We looked around. All of the enemy who could manage it were out of sight, together with most of our men, although some of the latter had hung back from the pursuit to round up riderless mounts. The people who’d been left in the monastery were out finding what of the men left on the field had enough life to make salvaging possible. The Abbot sighed.

“Before we have to find out how much in the way of friends and man power this victory has cost us— “

“And how many women we’ll have to tell that they’d better start looking for another man,” Conan took him up soberly.

“Yes, before that, too, and so while our only positive knowledge is of good, let us go over to that tree,” he pointed to an isolated oak, “and sit quietly to think of this new power we have.”

With those words he was no longer a comrade in arms but an older man and a priest. “A good idea, Father,” I said, using the term of respect for the first time since he had shown us Clovis’ head.

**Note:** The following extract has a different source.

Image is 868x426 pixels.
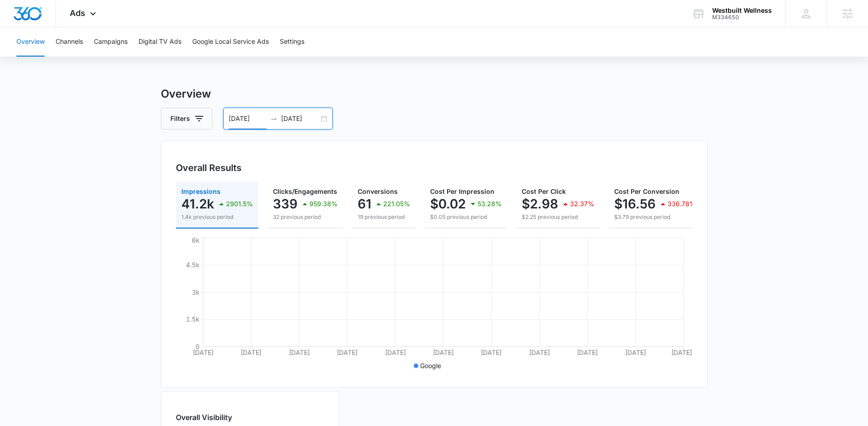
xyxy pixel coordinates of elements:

We dismounted to let our horses graze where they would. It wasn’t a far walk to the abbey, and they had earned their leisure. We stretched out in the shade, only then appraised of how worn we were. All of us had sundry nicks, scratches, and cuts of varying length and depth; but in view of what we had come through they didn’t seem worth a great deal of thought.

In a moment or so, however, the Abbot sat up, unbuckled his sword, and threw it from him. “It’s a futile hope in times like ours, but I trust I’ll never have to use that again. In any case I won’t have to use it as much from now on. There will be respites, and I can build as I have never had time to do before. The abbey will start to house scholars instead of soldiers as soon as I can find the men to teach.”

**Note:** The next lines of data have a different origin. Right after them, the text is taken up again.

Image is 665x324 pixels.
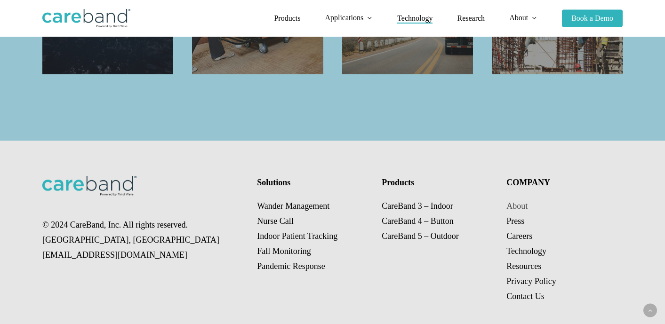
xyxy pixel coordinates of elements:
[506,216,524,226] a: Press
[457,15,485,22] a: Research
[506,232,532,241] a: Careers
[562,15,623,22] a: Book a Demo
[506,262,541,271] a: Resources
[457,14,485,22] span: Research
[257,176,370,189] h4: Solutions
[397,14,432,22] span: Technology
[506,277,556,286] a: Privacy Policy
[382,176,495,189] h4: Products
[325,14,373,22] a: Applications
[506,201,528,211] a: About
[509,14,528,22] span: About
[509,14,537,22] a: About
[506,176,619,189] h4: COMPANY
[506,247,546,256] a: Technology
[325,14,363,22] span: Applications
[274,14,300,22] span: Products
[506,292,544,301] a: Contact Us
[257,199,370,274] p: Wander Management Nurse Call Indoor Patient Tracking Fall Monitoring
[274,15,300,22] a: Products
[382,201,453,211] a: CareBand 3 – Indoor
[42,217,246,263] p: © 2024 CareBand, Inc. All rights reserved. [GEOGRAPHIC_DATA], [GEOGRAPHIC_DATA] [EMAIL_ADDRESS][D...
[643,304,657,318] a: Back to top
[397,15,432,22] a: Technology
[382,232,458,241] a: CareBand 5 – Outdoor
[257,262,325,271] a: Pandemic Response
[571,14,613,22] span: Book a Demo
[382,216,453,226] a: CareBand 4 – Button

I raised up on one elbow. “I know the man for you!” I said excitedly, and launched into an enthusiastic description of Father Michael. “He’s the one to teach your teachers,” I concluded. “I’ve met scholars in my time but never one to touch him. And he’s wasted there, breaking his heart among louts who don’t know a poem from a papal bull.”

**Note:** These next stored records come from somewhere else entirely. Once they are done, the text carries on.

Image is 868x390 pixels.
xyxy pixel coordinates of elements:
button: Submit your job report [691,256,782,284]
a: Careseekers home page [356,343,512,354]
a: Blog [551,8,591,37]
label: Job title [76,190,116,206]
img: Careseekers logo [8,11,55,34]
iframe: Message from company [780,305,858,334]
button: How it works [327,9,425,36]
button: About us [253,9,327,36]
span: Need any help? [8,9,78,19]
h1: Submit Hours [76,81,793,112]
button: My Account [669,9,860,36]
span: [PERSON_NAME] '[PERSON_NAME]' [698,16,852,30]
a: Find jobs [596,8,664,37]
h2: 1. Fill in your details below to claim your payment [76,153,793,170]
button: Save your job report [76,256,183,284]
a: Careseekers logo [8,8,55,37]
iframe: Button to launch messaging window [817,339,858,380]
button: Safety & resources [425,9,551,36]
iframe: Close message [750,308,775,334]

He eyed me with paternal indulgence. “There are more things to scholarship than poetry.”

I shrugged. He was a churchman, and in any event he had a right to his own opinion. I even had the caution to refrain from telling him that Father Michael did not think so. “But he’s your man,” I said earnestly. “You’ll never find a better.”

“I’ll send to see if he will come,” he promised. “What will you take from our success, Conan? Will you seize Chilbert’s land? The abbey wants none of it.”

“Nor do I, Father,” my friend said. He rolled over on his stomach, selected a piece of grass, and started chewing it.“I’ll offer alliance and what protection I can give to any man who wants to hold from me, but I’m not a conqueror. I have land, and there’s room enough for my friends to live uncrowded now that the master landgrabber has been done away with.

“Like yourself I know I’ll have to fight again, but I’m stronger now. It’ll take a great army to take that fort of mine, and nobody can stay long in my country who cannot take it. I’ll have my friends build of stone, too, and in the shadow of those stone forts our people will be safe, assured that when they marry the roof will stay above the heads of their wives and children.” His clenched hand hit the ground. “I’m only a chief because I can give them that thing as other men cannot or will not.”

“Excellent, my son,” the Abbot nodded, turning his attention to me. “And what will you do now, Finnian?” His eyes twinkled. “I recall that on the occasion of our first meeting you would have none of us. Will you find a place here to suit your requirements?”